▸ Work task
When you reach the entries, transcribe each one exactly.
- - -
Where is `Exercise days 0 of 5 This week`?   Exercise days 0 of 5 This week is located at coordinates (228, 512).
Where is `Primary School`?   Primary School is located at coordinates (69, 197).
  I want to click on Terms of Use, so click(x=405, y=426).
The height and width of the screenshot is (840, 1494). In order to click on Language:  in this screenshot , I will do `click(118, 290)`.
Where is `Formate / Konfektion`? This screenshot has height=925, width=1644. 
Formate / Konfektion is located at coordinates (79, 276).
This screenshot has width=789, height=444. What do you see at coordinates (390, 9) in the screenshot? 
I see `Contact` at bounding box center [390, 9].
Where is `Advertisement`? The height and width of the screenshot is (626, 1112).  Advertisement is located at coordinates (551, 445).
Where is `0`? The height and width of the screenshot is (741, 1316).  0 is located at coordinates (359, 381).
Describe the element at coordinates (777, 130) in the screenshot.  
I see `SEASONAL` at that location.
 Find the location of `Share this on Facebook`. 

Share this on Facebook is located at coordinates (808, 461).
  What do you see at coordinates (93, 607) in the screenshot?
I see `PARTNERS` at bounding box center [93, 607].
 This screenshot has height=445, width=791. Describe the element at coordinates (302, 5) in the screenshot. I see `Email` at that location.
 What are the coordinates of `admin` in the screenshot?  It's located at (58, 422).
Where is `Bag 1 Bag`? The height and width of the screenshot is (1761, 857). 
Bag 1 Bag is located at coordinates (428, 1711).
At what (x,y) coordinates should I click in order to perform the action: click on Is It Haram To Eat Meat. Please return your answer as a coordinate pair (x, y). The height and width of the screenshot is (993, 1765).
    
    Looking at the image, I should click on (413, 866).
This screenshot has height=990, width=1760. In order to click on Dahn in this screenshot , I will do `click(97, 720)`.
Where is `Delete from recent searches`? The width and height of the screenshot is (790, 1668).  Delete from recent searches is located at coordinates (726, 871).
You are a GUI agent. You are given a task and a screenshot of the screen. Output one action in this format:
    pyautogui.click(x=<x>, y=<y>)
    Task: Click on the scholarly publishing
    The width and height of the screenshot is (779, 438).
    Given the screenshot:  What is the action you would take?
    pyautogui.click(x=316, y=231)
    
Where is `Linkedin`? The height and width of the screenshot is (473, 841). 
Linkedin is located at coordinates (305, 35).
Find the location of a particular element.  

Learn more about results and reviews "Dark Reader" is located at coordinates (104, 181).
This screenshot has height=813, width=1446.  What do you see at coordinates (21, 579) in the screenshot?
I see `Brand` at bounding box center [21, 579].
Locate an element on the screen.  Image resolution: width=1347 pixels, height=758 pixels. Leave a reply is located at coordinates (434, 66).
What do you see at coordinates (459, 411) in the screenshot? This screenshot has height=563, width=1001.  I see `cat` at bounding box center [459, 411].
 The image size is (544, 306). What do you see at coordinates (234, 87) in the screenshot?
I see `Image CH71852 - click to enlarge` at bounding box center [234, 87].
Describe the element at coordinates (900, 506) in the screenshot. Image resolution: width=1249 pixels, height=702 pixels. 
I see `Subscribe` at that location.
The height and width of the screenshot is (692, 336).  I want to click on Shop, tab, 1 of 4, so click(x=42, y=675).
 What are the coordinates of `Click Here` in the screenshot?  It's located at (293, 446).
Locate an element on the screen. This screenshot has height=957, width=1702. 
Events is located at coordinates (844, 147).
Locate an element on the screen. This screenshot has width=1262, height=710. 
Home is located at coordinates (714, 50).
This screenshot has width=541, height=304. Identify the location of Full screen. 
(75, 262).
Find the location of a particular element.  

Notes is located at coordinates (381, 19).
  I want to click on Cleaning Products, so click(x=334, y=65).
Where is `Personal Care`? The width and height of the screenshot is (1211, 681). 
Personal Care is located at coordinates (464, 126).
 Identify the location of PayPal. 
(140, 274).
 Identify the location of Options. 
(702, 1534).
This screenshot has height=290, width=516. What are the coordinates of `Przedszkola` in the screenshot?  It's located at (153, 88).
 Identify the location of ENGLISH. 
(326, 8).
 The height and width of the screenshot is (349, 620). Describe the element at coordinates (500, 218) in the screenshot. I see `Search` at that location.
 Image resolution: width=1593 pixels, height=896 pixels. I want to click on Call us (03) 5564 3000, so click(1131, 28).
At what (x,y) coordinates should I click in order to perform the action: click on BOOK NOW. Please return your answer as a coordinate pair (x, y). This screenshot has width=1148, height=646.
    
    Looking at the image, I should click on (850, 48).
- - -
▸ Solved exercise
Where is `Exercise days 0 of 5 This week`?   Exercise days 0 of 5 This week is located at coordinates (228, 512).
Where is `Primary School`?   Primary School is located at coordinates (69, 197).
  I want to click on Terms of Use, so click(x=405, y=426).
The height and width of the screenshot is (840, 1494). In order to click on Language:  in this screenshot , I will do `click(118, 290)`.
Where is `Formate / Konfektion`? This screenshot has height=925, width=1644. 
Formate / Konfektion is located at coordinates (79, 276).
This screenshot has width=789, height=444. What do you see at coordinates (390, 9) in the screenshot? 
I see `Contact` at bounding box center [390, 9].
Where is `Advertisement`? The height and width of the screenshot is (626, 1112).  Advertisement is located at coordinates (551, 445).
Where is `0`? The height and width of the screenshot is (741, 1316).  0 is located at coordinates (359, 381).
Describe the element at coordinates (777, 130) in the screenshot.  
I see `SEASONAL` at that location.
 Find the location of `Share this on Facebook`. 

Share this on Facebook is located at coordinates (808, 461).
  What do you see at coordinates (93, 607) in the screenshot?
I see `PARTNERS` at bounding box center [93, 607].
 This screenshot has height=445, width=791. Describe the element at coordinates (302, 5) in the screenshot. I see `Email` at that location.
 What are the coordinates of `admin` in the screenshot?  It's located at (58, 422).
Where is `Bag 1 Bag`? The height and width of the screenshot is (1761, 857). 
Bag 1 Bag is located at coordinates (428, 1711).
At what (x,y) coordinates should I click in order to perform the action: click on Is It Haram To Eat Meat. Please return your answer as a coordinate pair (x, y). The height and width of the screenshot is (993, 1765).
    
    Looking at the image, I should click on (413, 866).
This screenshot has height=990, width=1760. In order to click on Dahn in this screenshot , I will do `click(97, 720)`.
Where is `Delete from recent searches`? The width and height of the screenshot is (790, 1668).  Delete from recent searches is located at coordinates (726, 871).
You are a GUI agent. You are given a task and a screenshot of the screen. Output one action in this format:
    pyautogui.click(x=<x>, y=<y>)
    Task: Click on the scholarly publishing
    The width and height of the screenshot is (779, 438).
    Given the screenshot:  What is the action you would take?
    pyautogui.click(x=316, y=231)
    
Where is `Linkedin`? The height and width of the screenshot is (473, 841). 
Linkedin is located at coordinates (305, 35).
Find the location of a particular element.  

Learn more about results and reviews "Dark Reader" is located at coordinates (104, 181).
This screenshot has height=813, width=1446.  What do you see at coordinates (21, 579) in the screenshot?
I see `Brand` at bounding box center [21, 579].
Locate an element on the screen.  Image resolution: width=1347 pixels, height=758 pixels. Leave a reply is located at coordinates (434, 66).
What do you see at coordinates (459, 411) in the screenshot? This screenshot has height=563, width=1001.  I see `cat` at bounding box center [459, 411].
 The image size is (544, 306). What do you see at coordinates (234, 87) in the screenshot?
I see `Image CH71852 - click to enlarge` at bounding box center [234, 87].
Describe the element at coordinates (900, 506) in the screenshot. Image resolution: width=1249 pixels, height=702 pixels. 
I see `Subscribe` at that location.
The height and width of the screenshot is (692, 336).  I want to click on Shop, tab, 1 of 4, so click(x=42, y=675).
 What are the coordinates of `Click Here` in the screenshot?  It's located at (293, 446).
Locate an element on the screen. This screenshot has height=957, width=1702. 
Events is located at coordinates (844, 147).
Locate an element on the screen. This screenshot has width=1262, height=710. 
Home is located at coordinates (714, 50).
This screenshot has width=541, height=304. Identify the location of Full screen. 
(75, 262).
Find the location of a particular element.  

Notes is located at coordinates (381, 19).
  I want to click on Cleaning Products, so click(x=334, y=65).
Where is `Personal Care`? The width and height of the screenshot is (1211, 681). 
Personal Care is located at coordinates (464, 126).
 Identify the location of PayPal. 
(140, 274).
 Identify the location of Options. 
(702, 1534).
This screenshot has height=290, width=516. What are the coordinates of `Przedszkola` in the screenshot?  It's located at (153, 88).
 Identify the location of ENGLISH. 
(326, 8).
 The height and width of the screenshot is (349, 620). Describe the element at coordinates (500, 218) in the screenshot. I see `Search` at that location.
 Image resolution: width=1593 pixels, height=896 pixels. I want to click on Call us (03) 5564 3000, so click(1131, 28).
At what (x,y) coordinates should I click in order to perform the action: click on BOOK NOW. Please return your answer as a coordinate pair (x, y). This screenshot has width=1148, height=646.
    
    Looking at the image, I should click on (850, 48).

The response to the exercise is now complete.